As Walter Rodney observed, “It is typical of underdeveloped economies that they do not -- or are not allowed to -- concentrate on those sectors of the economy which in turn will generate growth and raise production to a new level altogether, and there are very few ties between one sector and another so that, say, agriculture and industry could react beneficially on each other.”

Earlier allegedly “developmental trade” strategies, such as the EU’s “Everything But Arms” deal, haven’t worked, because of strict rules of origin and serious supply-side constraints. There is simply no capacity in African firms to penetrate Europe given this continent’s small production runs and high transport costs.

As Keet suggested, it therefore may be time to question trade itself -- not merely the mythical “export-led growth” shibboleth -- in part because climate change will soon invoke hefty taxes on ships (whose dirty bunker oil sends vast amounts of CO2 into the atmosphere).

How Europe underdevelops Africa and how some fight back
Patrick Bond and Richard Kamidza (2008-06-17)
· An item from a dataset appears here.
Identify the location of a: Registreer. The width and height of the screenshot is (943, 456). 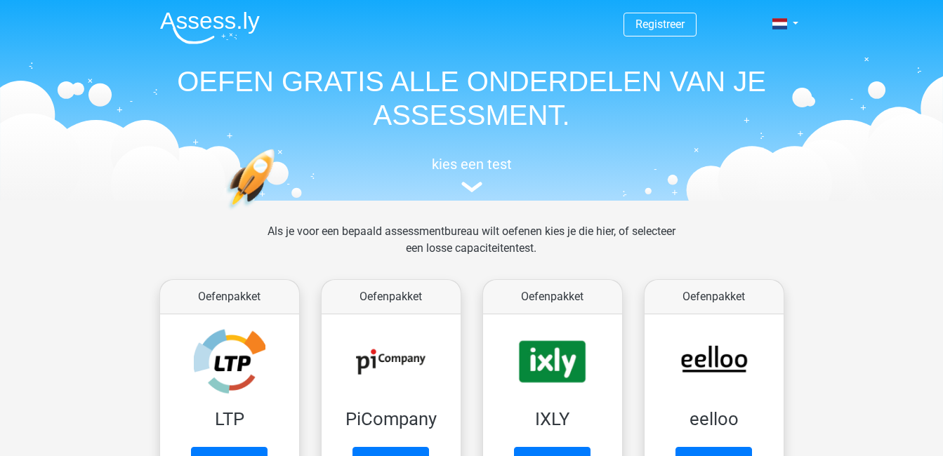
(660, 24).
In even the most exploitative African sites of repression and capital accumulation, sometimes corporations take a hit, and victims sometimes unite on continental lines instead of being divided-and-conquered. Turns in the class struggle might have surprised Walter Rodney, the political economist whose 1972 classic “How Europe Underdeveloped Africa” provided detailed critiques of corporate looting.

In early June, the British-Dutch firm Shell Oil – one of Rodney’s targets - was instructed to depart from the Ogoniland region within the Niger Delta, where in 1995 Shell officials were responsible for the execution of Ken Saro-Wiwa by Nigerian dictator Sani Abacha. After decades of abuse, women protesters, local NGOs and the Movement for the Survival of the Ogoni People (MOSOP) gave Shell the shove. France’s Total appears next in line, in part because of additional pressure from the Movement for the Emancipation of the Niger Delta.

Across the continent, exploitation by other European capitalists and politicians has become so extreme that something has to break. Although it was six months ago that the European Union’s ultramanipulative trade negotiator, Peter Mandelson, cajoled 18 weak African leaderships -- including crisis-ridden Cote d’Ivoire, neoliberal Ghana and numerous frightened agro-exporting countries -- into the trap of signing interim “Economic Partnership Agreements” (EPAs), a backlash is now growing.